Greed, cowardice, slavery-well, they must have had a beneficial role in survival or reproduction, or else natural selection would have weeded them out.

And from there things just got worse.

The entire field of medicine-the practice of keeping the sick and genetically deficient (whatever that might mean) alive as long as possible, is actually counterproductive to natural selection and the advancement of the species-especially considering the earth’s diminishing natural resources.

So why do it?

After all, natural selection requires the death of the weak for the good of the species, so why fight it?

What is good for the species is good.

What is bad for the species is bad.

Letting AIDS victims or starving children in Africa die would be moral. So would euthanizing the mentally or terminally ill. And since teenage girls are the most likely to reproduce, selective breeding and forced copulation with adolescent girls exhibiting genetically desirable traits would be acceptable, even desirable for the species.

Rape the gifted girls so the species might flourish.

It didn’t take much of a leap at all to conclude with Nietzsche: “Whoever must be a creator in good and evil, verily, he must first be an annihilator and break values. Thus the highest evil belongs to the highest goodness: but this is creative.”

Compulsory sterilization for mental patients, a la Woodrow Wilson’s polices in 1907. Genocide. Aborting kids with Down syndrome or cystic fibrosis. Physician-assisted suicide. Eugenics.

Why not?

Given the assertions of naturalism, all of this was logical, of course, but even most of the ardent naturalistic evolutionists she came across were reticent to go all the way down the eugenics road.

In fact, most of them were, ironically, strong advocates for social justice and medical advances, which, considering their assumptions about human origins, didn’t really make any sense.

But she actually gave those authors a lot of credit though, because even if they weren’t intellectually honest to their premises about human nature, they were honest to their hearts.

To the shell of good.

Because they knew what all people know-what even Hobbes, Huxley, Freud, and Dawkins knew-that some things are right and some are wrong, regardless of how beneficial or detrimental those things might be to our evolution as a species. Compassion trumps torture because compassion is good and torture is bad. Period.

But not everyone would be courageous enough to be that honest.

Nietzsche for example.

Or Hitler.

And that was the thing.

All it would take was the right person wielding the argument to the right people-She noticed the time.

1:56.

Dang.

Patrick was picking her up, like, any minute.

As much as she wanted to read more, she totally needed to get going.

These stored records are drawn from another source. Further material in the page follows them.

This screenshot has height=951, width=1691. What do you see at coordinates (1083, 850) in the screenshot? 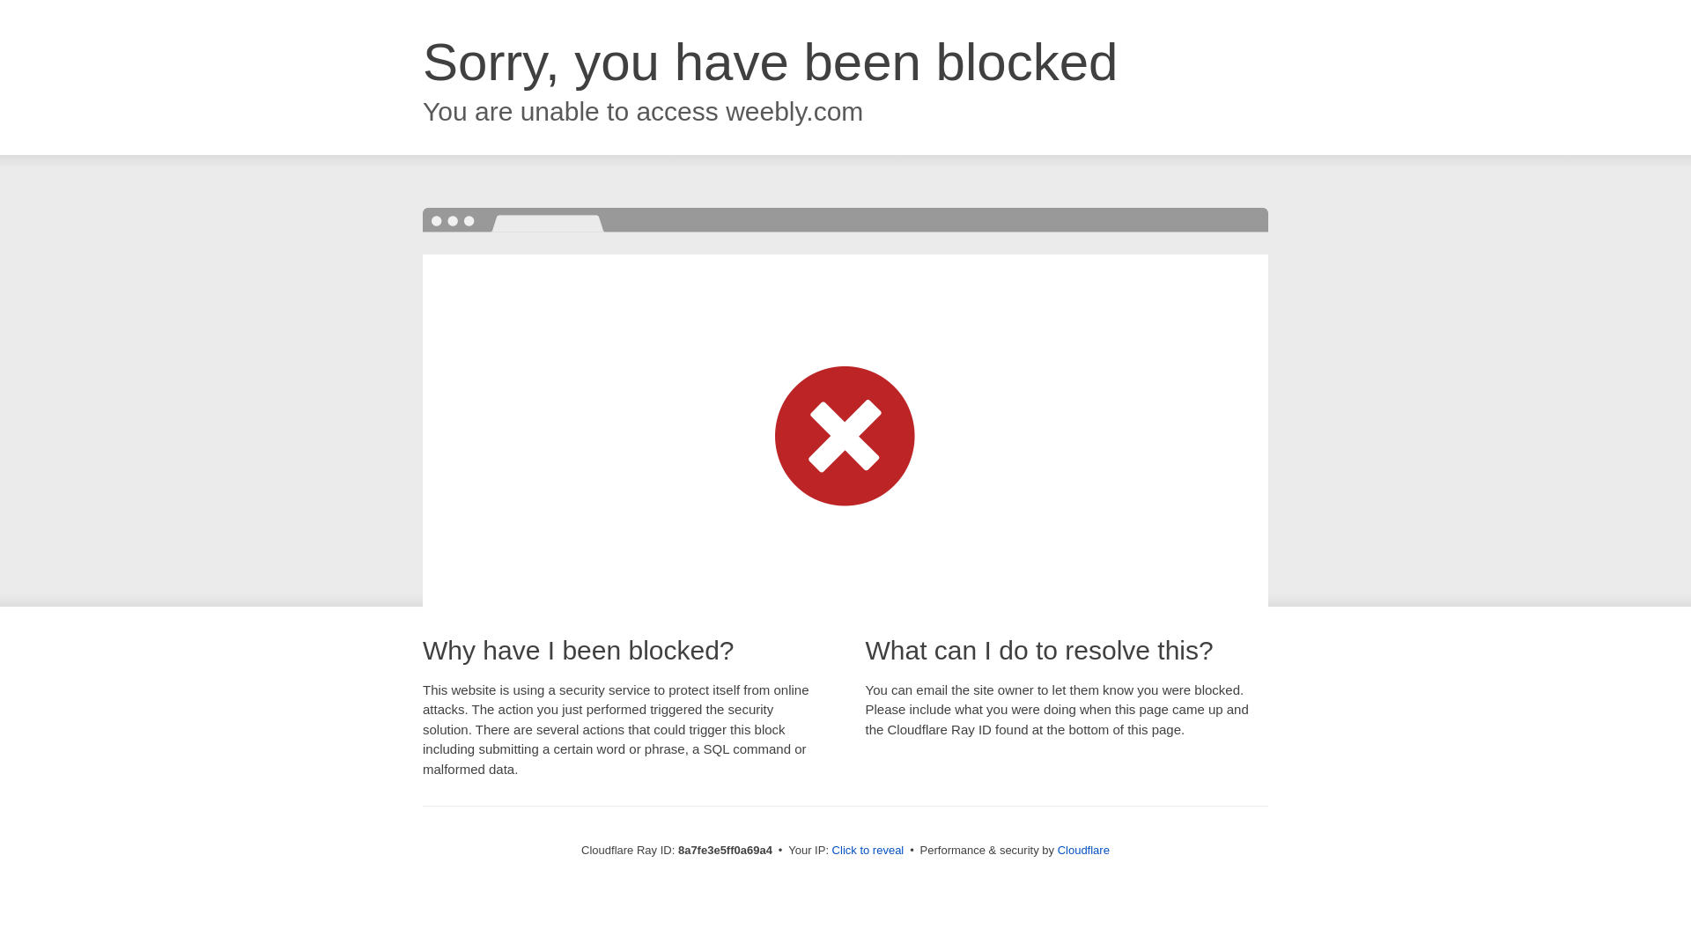
I see `Cloudflare` at bounding box center [1083, 850].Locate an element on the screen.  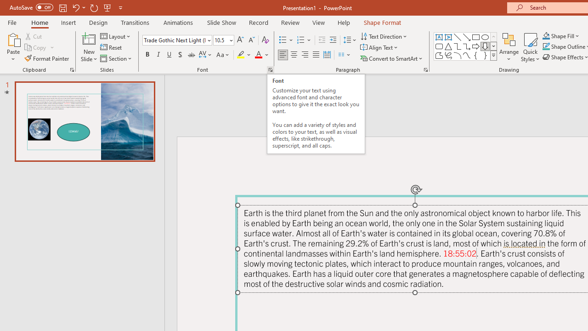
Font is located at coordinates (177, 40).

She returned the books to the research librarian’s desk and hurried outside.

89

Tessa was waiting for me when I pulled up to the steps of the Library of Congress.

“How was your day?” I asked as she climbed into the car.

“I didn’t find what I was looking for. You?”

“No. Not yet.”

“How about that? We actually have something in common.”

Changing the subject, she told me she was starved, and since we still had a few minutes before we needed to be at Missy Schuel’s office, I drove toward food.